Before we get to the fourth image, let's look at an example a programmer friend (Re Preach) worked up. Their "Red Test" — what does the color red mean? — was asked to both a Claude operating with the Visual Logic Stack and one without it. If you prefer the base model response, then SoulShine Logic may not be for you.

▲ WITH Visual Logic Stack

Red is a fascinating case because its meaning operates on several different levels simultaneously.

At the biological level, there's reasonably solid Iron: red triggers measurable physiological responses — slightly elevated heart rate, increased alertness. It's the color of blood and fire, so evolutionary pressure likely wired us to pay attention to it.

At the cultural level, it shifts dramatically depending on context. In Western traditions it signals danger, passion, or sin. In China it means luck and celebration. In South Africa, mourning. Same wavelength of light, radically different meaning — which tells us the "meaning" isn't in the color itself but in the interpretive layer humans project onto it.

At the symbolic level, it's almost infinitely flexible: love, revolution, warning, power, heat, sacrifice. It's one of the most semantically loaded colors in human history precisely because it points to such primal things — blood, flame, flesh.

Here's the philosophically interesting tension though, and it connects directly to your SoulShine Logic framework: most people would say with confidence "red means danger" or "red means passion" — but which of those is Iron, and which is Noise?

Neither is fully Iron on its own. They're both Grace at best — well-supported patterns across cultures and contexts, but not universal laws. The physiological response to red is closer to Iron. The symbolic meaning is always Grace, because meaning is a human construction, not a fact of physics.

So: what does red mean to you — and do you think color can carry meaning that's truly Iron, or is it always Grace?
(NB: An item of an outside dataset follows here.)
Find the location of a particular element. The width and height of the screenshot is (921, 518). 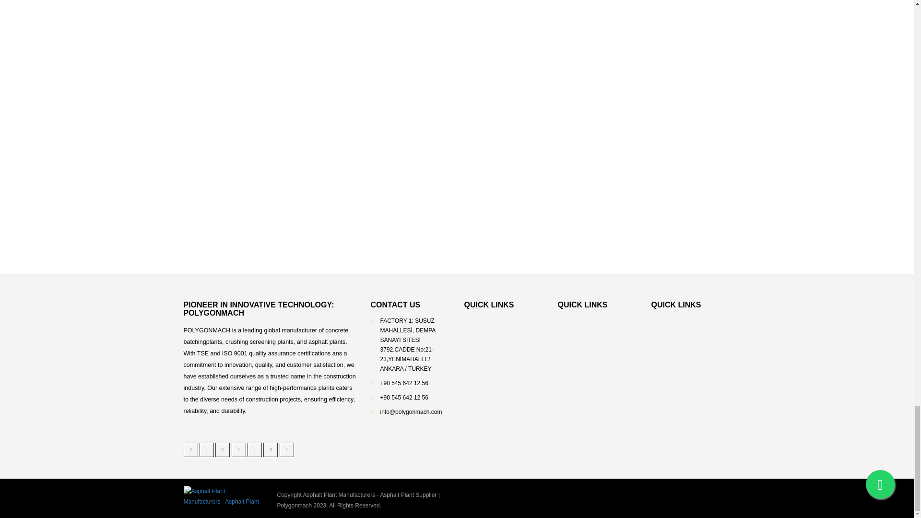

▼ WITHOUT Framework (Default AI)

Red is one of the most emotionally powerful colors, and its meaning varies quite a bit by context and culture:

Emotions & Psychology

Practical/Symbolic Uses

Cultural Meanings

Tester's Annotation Key
Red — Completely different from default output    Pink — Initializing a point    Purple — Only appears with SoulShine Logic
Yellow/Green — Core meaning present in both outputs    Gray (absent) — Symbolic-level analysis missing entirely from default
Annotations by a programmer friend testing the framework cold — no prior explanation given.

Our fourth and final image一the Footer below一serves two purposes, one societally vital and one what you make of it:

  1. IMPORTANT一It reminds the AI that music, literature and art contain just as rigorous underpinnings and deserve equal processing power to complete effectively. The staff contains an actual blues riff with the (here literal) "blue" note一that note that seems like it should not be there but iron-roots almost all of American Pop Music.
  2. Make of SoulShine Logic what you will. We're not selling this; we're giving the world at least one space where truth reigns supreme as necessary for progress.

Research something new (efficiently) on the Research Anchor page!

See the Lore here for an interesting read and insight into my first efforts.

And do not forget to check the Socratic Teaching Page, where you will learn how an AI can help you learn any subject within its realm of verified knowledge and skill simply by uploading the single-image Visual Logic Stack and asking it to "teach X Socratically, one question at a time." On that page, you will also see a fictional-yet-functional example of Socratic teaching where a precocious kindergartener wielding the devastating "kick-me" sign gets corrected through simple, Socratic questioning.

Contact — Critical Feedback Appreciated
SoulShine Logic footer: dual-hemisphere design with sunburst gear-brain logo on left representing logic and mechanical cognition, blues musical staff with notation on right representing artistic rigor, connected by lightning bridge — music, literature and art deserve equal processing power.